Does celiac disease lead to weight gain?

Weight gain is anything but typical in celiac disease, the classic, well-studied illness caused by an autoimmune reaction to gluten.

“Do people gain weight because they have celiac disease that’s not diagnosed?” asks celiac disease expert Joseph Murray. “Not usually. Usually they tend to be underweight compared to the general population.” Murray is a gastroenterologist and professor of medicine at the Mayo Clinic in Minnesota.

That’s because their reaction to gluten damages their intestinal lining, so it absorbs less—not more—of the food they eat. “Some people with celiac disease don’t absorb as many calories from what they’re eating as a normal person would,” notes Murray.

What are the common symptoms of celiac disease?

“Diarrhea, bloating, gaseousness, abdominal pain, anemia, fatigue, joint pain, headache, skin rashes, and mouth ulcers,” says Murray, who is also president of the North American Society for the Study of Celiac Disease. “And in children, growth failure, short stature, and maybe developmental delay.”

Dr. Oz may have been talking about non-celiac gluten sensitivity. Some people have fewer GI symptoms like gas or diarrhea when they stop eating gluten, even though they don’t have celiac disease.

Is weight gain a major sign of non-celiac gluten sensitivity?

It’s hard to say, for one good reason: “We don’t know if there is a true non-celiac gluten sensitivity,” says Murray. “It could be wheat intolerance, it could be wheat sensitivity, or it could be something else entirely.”

In 2011, Australian researchers reported that 34 patients without celiac disease had fewer GI symptoms on a gluten-free diet. “That study was probably the best evidence that there may be a condition called non-celiac gluten sensitivity,” says Murray.

"That study was probably the best evidence for non-celiac gluten sensitivity," says Murray. "But the researchers corrected that with their second publication."

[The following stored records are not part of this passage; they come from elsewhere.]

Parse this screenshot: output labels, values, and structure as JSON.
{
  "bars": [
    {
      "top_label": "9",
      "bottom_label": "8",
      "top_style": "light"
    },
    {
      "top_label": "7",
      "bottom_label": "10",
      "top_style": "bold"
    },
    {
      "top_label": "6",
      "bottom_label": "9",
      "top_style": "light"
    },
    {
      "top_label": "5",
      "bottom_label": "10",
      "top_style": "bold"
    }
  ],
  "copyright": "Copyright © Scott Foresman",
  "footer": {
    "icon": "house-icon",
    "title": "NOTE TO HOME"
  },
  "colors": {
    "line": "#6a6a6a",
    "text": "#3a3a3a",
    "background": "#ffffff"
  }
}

In 2013, the Australians put 37 patients with possible non-celiac gluten sensitivity on a diet that was low in FODMAPS (fermentable oligosaccharides, disaccharides, monosaccharides, and polyols). FODMAPS include fructose, lactose, sorbitol, and other short-chain carbohydrates that are poorly absorbed. A low-FODMAP diet is also low in gluten, but it’s not gluten-free.

While their symptoms lessened when people ate the low-FODMAP diet, adding back gluten produced no more or fewer symptoms than adding back a placebo (whey).

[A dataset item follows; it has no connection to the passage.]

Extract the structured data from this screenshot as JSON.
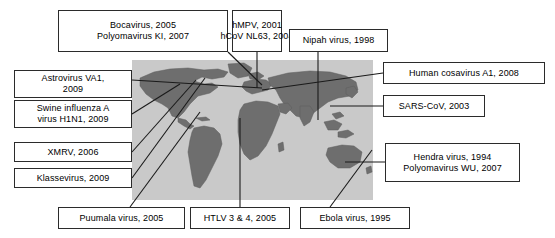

“That tells us that their symptoms were probably not due to gluten,” says Murray.

“The whole premise that there is a disorder called non-celiac gluten sensitivity is way overblown. There really isn’t hard scientific evidence to support it.”

His advice: If you think you're sensitive to gluten, find out if you have celiac disease. That means a blood test for three antibodies and, if you have them, a biopsy.

Why you should test for celiac disease first

Going off gluten can make the antibodies temporarily disappear, which makes celiac harder to detect.

“If you have celiac disease, you need to know it, because you need to be gluten-free completely, and for life,” cautions Murray. “And your family members should be tested, because they’re at much higher risk for celiac disease.”

A gluten-free diet can be expensive, and it may be low in fiber or folate or other vitamins.

And you need to know that the treatment is working. “If someone has celiac disease, they have a damaged intestine,” says Murray. “We need to make sure that it recovers or you’re at increased risk for malignancies.”

Just trying a gluten-free diet might delay the correct diagnosis.

“I’ve seen patients who have had conditions like Crohn’s disease, and the diagnosis has been delayed because they were trying out a gluten-free diet,” says Murray. “Sometimes they felt better for a few weeks, and then their symptoms started to creep back again.”

It’s not surprising that some people feel better without gluten, he adds.

“They’re eating less, at least for a while, and they may be eating healthier because they’re eating less junk food. There’s also a placebo effect.”

The bottom line

“Test first, test right is the message. This is a chronic disease that requires lifetime treatment. It requires certainty,” says Murray.